Introduction
AllTrails is a fitness and travel app for outdoor activities like hiking, biking and climbing. It provides users with trail guides to find their most suitable trails, navigate along the way and keep tracking their routes. This critique will focus on one of its key functions, trail navigation.
1. Start Navigation
There are two ways to start the navigation.
Via Menu
One way is through the bottom navigation bar. The middle “Navigate” button shows its discoverability and tappable affordance. Text “Navigate” and an icon are used as signifiers (Fig 1).
However, this button may lead users to form a slightly inaccurate mental model. Because of its consistent style with other menu buttons, users may expect that tapping it directs to another static page than a new function. Although this does not interfere with the navigation starting action, it can still be improved to help construct a better matching conceptual model. Here the button is redesigned into a distinctive style from others (Fig 2).
Via Trail Detail Page
The other way to start the navigation is through the trail detail page. The “Navigate” button here is also easily discoverable with icon and text signifiers. The trail navigator pops up from the bottom as immediate feedback after tapping the button. But here a problem occurs in signifiers. “Directions” directs users to the trail, and “Navigate” starts the trail navigation (Fig 3). These two words and icons seem to work as semantic constraints to differentiate each other, while possibly arousing confusion for their similar meanings. Users may erroneously tap the “Directions” button to start trail navigation, which is a description-similarity slip between Goal and Plan in the Gulf of Execution.
One solution is to rearrange the buttons and refine their signifiers into more distinguishable ones (Fig 4). These specific descriptions help users differentiate controls between two buttons and prevent potential misleading.
2. Finish Navigation
Finishing navigation requires two sequential operations.
Step 1: Hold the “Pause” Button
The first step is to hold the Pause button until the Finish page pops up (Fig 5). The button is highly discoverable with the “Pause” text signifier. The circular progress bar naturally maps the button-holding result as the filling progress ring. Immediate vibration as feedback indicates the completion of the pausing action.
The design here is questionable regarding the conceptual model for finishing navigation. No elements suggest the finishing but only pausing. Users may have difficulty forming a proper conceptual model to finish navigation. They may make knowledge-based mistakes, like tapping a wrong button to finish navigation, because of the lack of knowledge in the world.
On the other hand, this holding-to-pause design performs well in error blocking for the finishing action. Navigation and route recordings are important for outdoor enthusiasts. This step is an interlock before the final finish step. In the interlock, the auto-clearing in progress ring suggests possible undo when users release holding. They together minimise the possibility of navigation ending mistakes and eventually losing way or missing records.
A solution without impeding its error prevention is to change “Pause” to “Stop” (Fig 6). This expression, covering both pausing and finishing meanings, supplements knowledge in the world to develop the conceptual model for finishing navigation.
Step 2: Tap the “Finish” button
The second step is to tap the “Finish” button. The “Finish” button has high discoverability. Instant and short vibration feedback appears after tapping it to effectively indicate the navigation completion. One design advantage here is the use of lockouts in error prevention (Fig 7). A popup appears when tapping the “Delete activity” as feedforward information and error confirmation. Besides, the “Resume” button also provides an undo option, allowing users to return to the navigation. These two features protect users who do not intend to stop navigating from accidentally ending navigation.
Conclusion
Overall, AllTrails is a well-functioning app for outdoor activity lovers in trail navigating and recording, while there is still room for design improvements to reduce confusion and prevent errors.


**About this task**
When you transcribe the entries below, keep the wording exact and omit the pictures.

<<<<

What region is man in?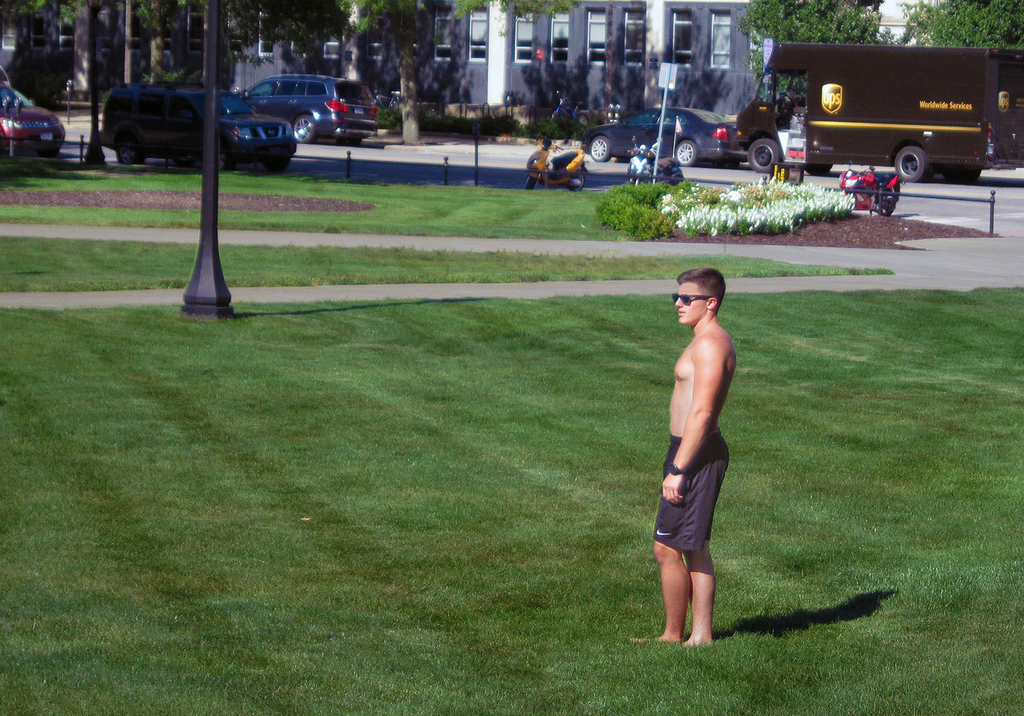
x1=646, y1=250, x2=748, y2=669.
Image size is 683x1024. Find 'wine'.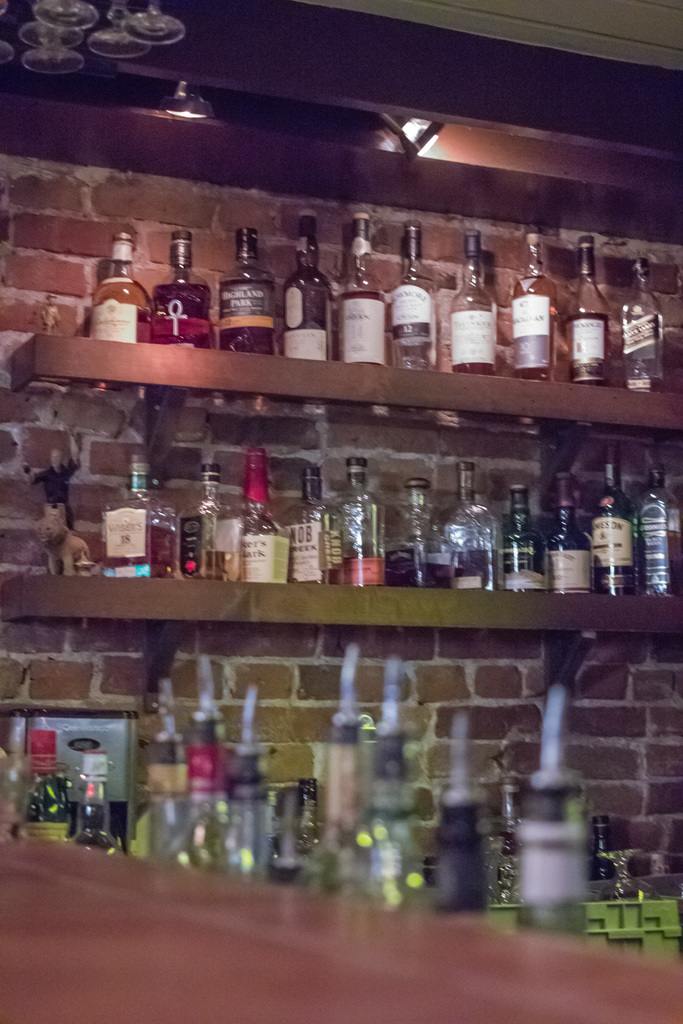
590, 438, 639, 596.
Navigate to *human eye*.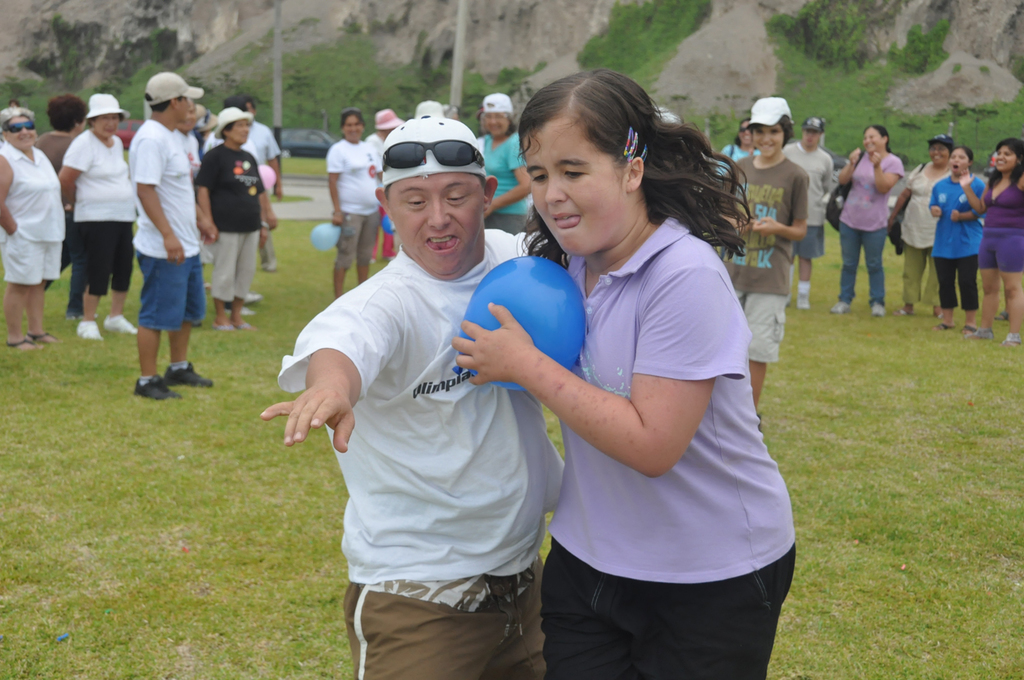
Navigation target: box(770, 128, 779, 135).
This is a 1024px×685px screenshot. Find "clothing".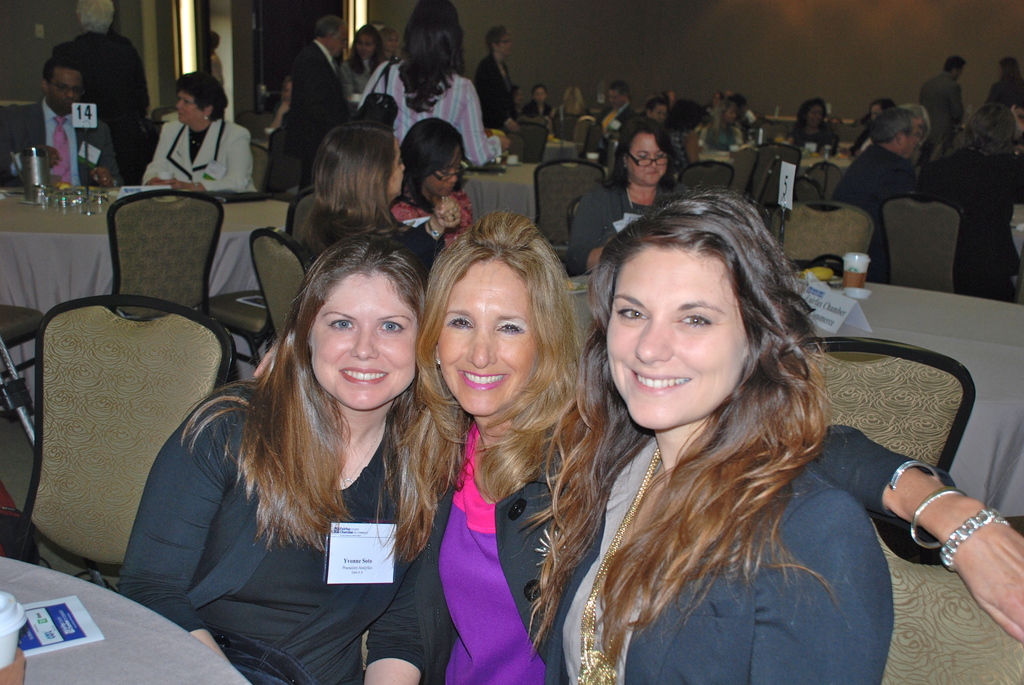
Bounding box: <region>470, 58, 506, 120</region>.
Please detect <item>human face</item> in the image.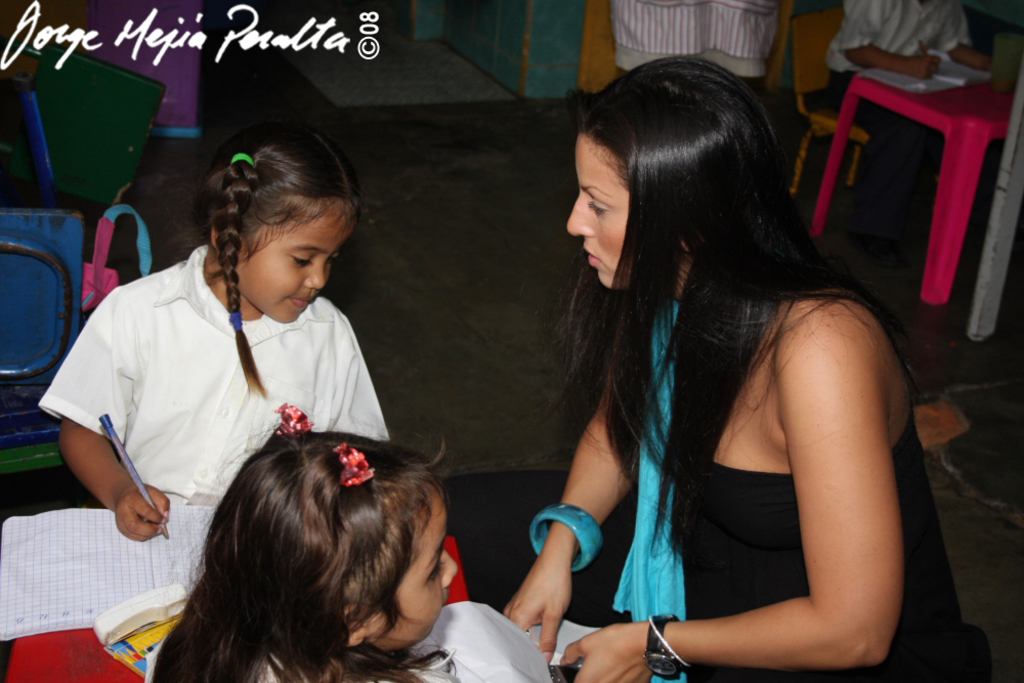
pyautogui.locateOnScreen(560, 135, 683, 286).
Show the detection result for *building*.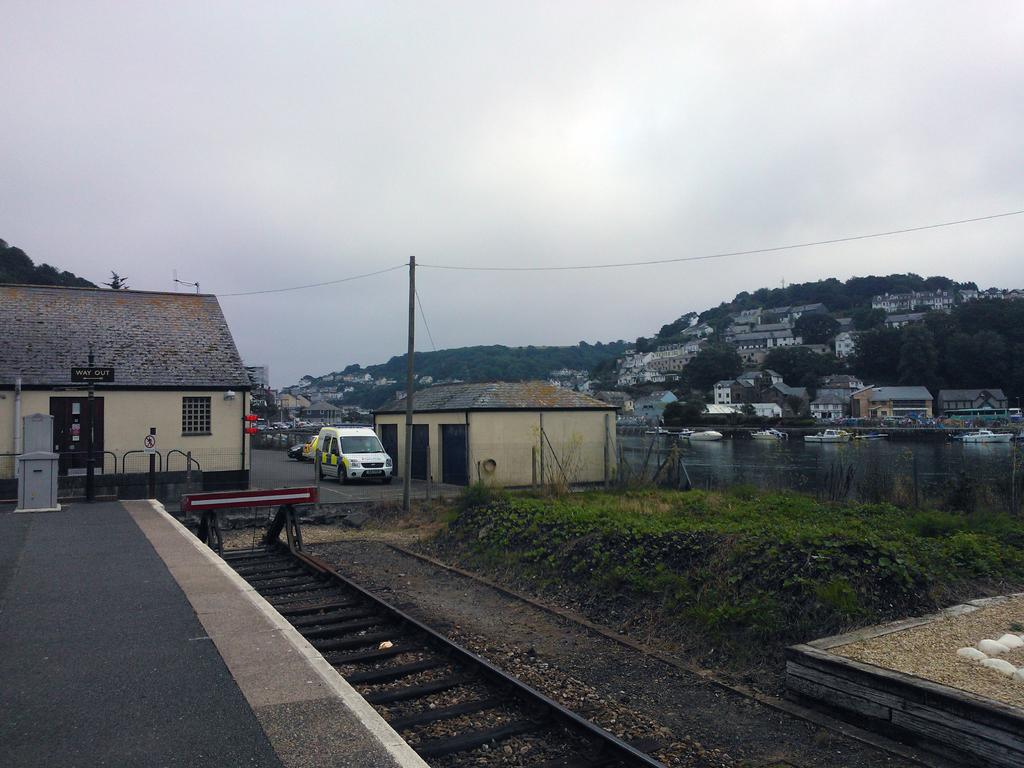
[936, 393, 1007, 415].
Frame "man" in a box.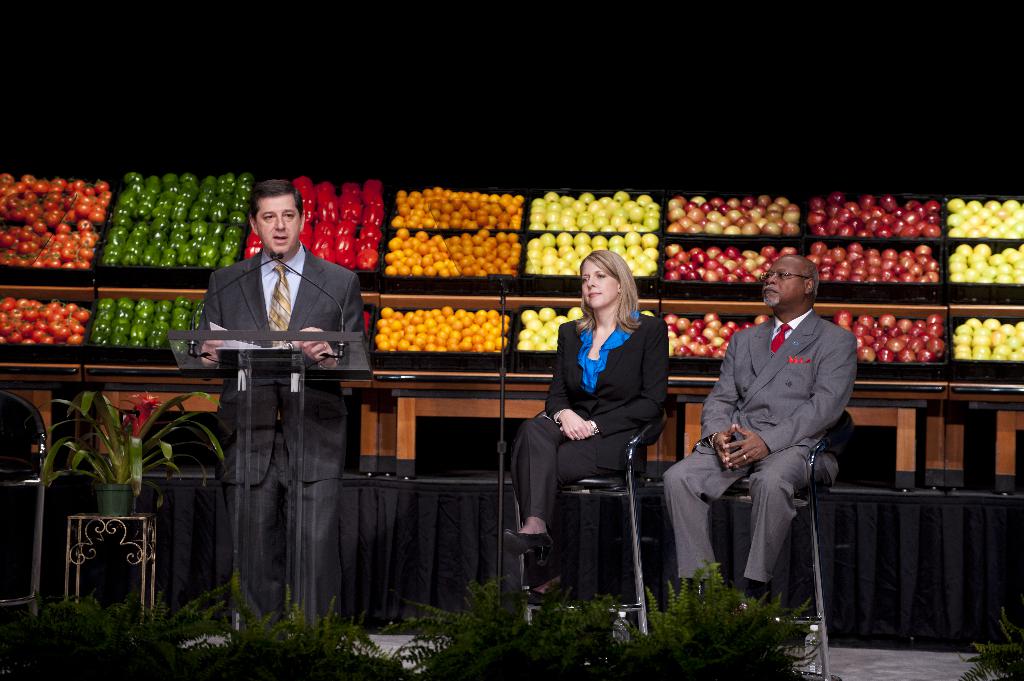
188, 177, 377, 638.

>>>>

**Your solution**
What region is man in?
x1=646, y1=250, x2=748, y2=669.
Image size is 683x1024. Find 'wine'.
590, 438, 639, 596.
Navigate to *human eye*.
Navigation target: box(770, 128, 779, 135).
This is a 1024px×685px screenshot. Find "clothing".
Bounding box: <region>470, 58, 506, 120</region>.
Please detect <item>human face</item> in the image.
pyautogui.locateOnScreen(560, 135, 683, 286).
Show the detection result for *building*.
[936, 393, 1007, 415].
Frame "man" in a box.
188, 177, 377, 638.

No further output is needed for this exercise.